Davis, president of USLA Gulf Coast region, said while lifesavers have similar problems across the country, they also face different challenges. He noted his area has vast, open beaches that stretch for miles, while Kauai is sectioned off into smaller, rougher beaches, many where there are no lifeguard towers. Decisions must be made on how to utilize limited resources.
“The way you cover it is different,” he said. “We learn a lot just by looking at those kinds of things.”
One advantage in the Gulf Coast region for lifesavers is that a penny of each dollar spent on hotel rooms is dedicated to ocean safety.
“As tourism grows, we grow,” Davis said.
“That helps them hugely to fund lifeguard positions,” Downs said. “That would be a total pipe dream for us.”
Gina Kaulukukui of Life’s Bridges gave a brief talk. The nonprofit responds to offer counseling and support to families of those who suffered the loss of a loved one in an accident on Kauai.
“It’s really heartwarming to know our ocean rescue and fire departments, and everybody involved, Wilcox hospital, is saving lives,” she said.
Kaulukukui praised lifeguards and all who respond when others are in trouble.
“Sometimes, as a community, we forget they put their lives in danger every single time they have to go out on that water,” she said. “It’s more than just going out and coming back and doing CPR.”
And, she praised their families.
“I couldn’t imagine knowing that my loved has to go out there and put their own life at risk to save someone else’s life, and we forget that small detail,” she said.
Life’s Bridges, she said, is about oneness. It’s one with the community, with emergency rooms, with the visitor’s industry, with police and with medical personnel.
Through that togetherness, they are able to “bridge the gap” and help those experiencing a sudden, unexpected loss.

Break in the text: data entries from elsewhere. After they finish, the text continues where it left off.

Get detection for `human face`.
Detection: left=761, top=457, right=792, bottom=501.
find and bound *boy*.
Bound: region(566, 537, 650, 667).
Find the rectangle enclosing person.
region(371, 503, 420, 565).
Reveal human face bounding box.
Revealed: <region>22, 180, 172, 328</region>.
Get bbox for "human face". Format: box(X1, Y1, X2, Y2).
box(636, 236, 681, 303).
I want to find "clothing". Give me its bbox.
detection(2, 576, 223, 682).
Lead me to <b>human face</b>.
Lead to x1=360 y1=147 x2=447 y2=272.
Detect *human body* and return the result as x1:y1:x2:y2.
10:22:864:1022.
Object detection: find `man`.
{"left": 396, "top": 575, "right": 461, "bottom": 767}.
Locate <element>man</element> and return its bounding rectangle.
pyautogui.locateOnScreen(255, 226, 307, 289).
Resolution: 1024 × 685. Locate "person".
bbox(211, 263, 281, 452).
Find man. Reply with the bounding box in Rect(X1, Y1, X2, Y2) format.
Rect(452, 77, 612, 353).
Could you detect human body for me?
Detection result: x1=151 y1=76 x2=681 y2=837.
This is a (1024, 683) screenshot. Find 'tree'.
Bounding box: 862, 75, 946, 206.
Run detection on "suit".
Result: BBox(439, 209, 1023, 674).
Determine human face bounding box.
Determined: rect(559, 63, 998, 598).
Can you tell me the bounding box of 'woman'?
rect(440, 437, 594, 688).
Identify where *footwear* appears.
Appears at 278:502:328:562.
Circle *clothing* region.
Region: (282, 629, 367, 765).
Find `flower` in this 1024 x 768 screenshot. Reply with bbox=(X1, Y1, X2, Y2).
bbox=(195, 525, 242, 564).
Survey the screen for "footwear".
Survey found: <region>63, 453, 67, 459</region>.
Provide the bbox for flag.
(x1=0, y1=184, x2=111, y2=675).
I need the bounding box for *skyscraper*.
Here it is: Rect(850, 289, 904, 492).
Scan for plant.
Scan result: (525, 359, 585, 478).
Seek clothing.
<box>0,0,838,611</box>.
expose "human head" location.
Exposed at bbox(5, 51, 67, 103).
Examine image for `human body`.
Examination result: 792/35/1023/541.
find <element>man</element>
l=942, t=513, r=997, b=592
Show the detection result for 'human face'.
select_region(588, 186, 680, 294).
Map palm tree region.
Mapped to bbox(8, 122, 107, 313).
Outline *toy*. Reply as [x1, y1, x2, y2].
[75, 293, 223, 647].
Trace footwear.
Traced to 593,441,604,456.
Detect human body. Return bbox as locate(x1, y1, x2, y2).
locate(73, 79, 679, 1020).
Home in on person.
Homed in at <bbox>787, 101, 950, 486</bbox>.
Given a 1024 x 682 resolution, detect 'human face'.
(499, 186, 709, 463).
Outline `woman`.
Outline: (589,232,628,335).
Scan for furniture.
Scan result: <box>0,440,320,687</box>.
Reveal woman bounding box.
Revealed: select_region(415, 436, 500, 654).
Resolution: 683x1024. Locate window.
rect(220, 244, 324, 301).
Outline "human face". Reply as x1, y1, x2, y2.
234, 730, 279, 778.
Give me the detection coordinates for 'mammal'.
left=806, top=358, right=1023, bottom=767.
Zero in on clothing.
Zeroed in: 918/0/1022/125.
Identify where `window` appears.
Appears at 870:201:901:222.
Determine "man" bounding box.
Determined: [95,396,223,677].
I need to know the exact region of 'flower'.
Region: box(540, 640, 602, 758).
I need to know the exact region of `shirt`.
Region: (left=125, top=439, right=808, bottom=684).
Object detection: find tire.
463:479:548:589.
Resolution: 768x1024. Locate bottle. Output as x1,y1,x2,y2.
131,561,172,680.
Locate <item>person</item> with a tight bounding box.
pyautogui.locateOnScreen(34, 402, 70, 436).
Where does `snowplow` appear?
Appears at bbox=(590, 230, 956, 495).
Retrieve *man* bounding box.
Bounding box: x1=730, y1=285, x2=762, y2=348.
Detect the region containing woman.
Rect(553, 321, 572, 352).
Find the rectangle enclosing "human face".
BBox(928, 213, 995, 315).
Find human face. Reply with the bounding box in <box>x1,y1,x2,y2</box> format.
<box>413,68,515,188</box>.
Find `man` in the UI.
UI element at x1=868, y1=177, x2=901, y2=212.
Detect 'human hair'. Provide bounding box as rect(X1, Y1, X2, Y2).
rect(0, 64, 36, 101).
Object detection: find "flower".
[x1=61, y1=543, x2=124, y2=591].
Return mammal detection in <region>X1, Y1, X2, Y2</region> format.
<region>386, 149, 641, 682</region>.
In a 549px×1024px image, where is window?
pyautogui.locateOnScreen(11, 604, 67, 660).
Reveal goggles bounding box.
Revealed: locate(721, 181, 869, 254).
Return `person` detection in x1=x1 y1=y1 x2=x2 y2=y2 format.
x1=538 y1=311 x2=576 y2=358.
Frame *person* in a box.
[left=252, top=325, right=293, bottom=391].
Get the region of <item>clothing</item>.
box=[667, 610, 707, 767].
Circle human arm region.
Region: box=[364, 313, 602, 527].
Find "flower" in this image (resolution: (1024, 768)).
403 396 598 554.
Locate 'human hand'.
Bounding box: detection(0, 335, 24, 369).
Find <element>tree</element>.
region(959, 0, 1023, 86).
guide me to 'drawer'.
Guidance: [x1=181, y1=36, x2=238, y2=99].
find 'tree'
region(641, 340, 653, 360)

They want to get there quickly, embrace them and “help them realize there is hope, there is help, and there’s always going to be healing.”
Life’s Bridges wants to be sure first responders are taken care of because they ask what more they could have done in each situation that might have saved a life. They don’t get a lot of time to decompress.
“When they come on shift, they go right back to keep people safe,” she said.
Kaulukukui said their work, and that of the lifesavers on the water, has a lasting impact and that drives them to do all they can.
She read a note from one person to Life’s Bridge after the death of a loved one on Kauai.
He wrote he was “profoundly in awe of your compassion and commitment. Thank you forever. I will always follow your amazing work with awe, respect, admiration and blessing. Continue your angelic work and your magical work.”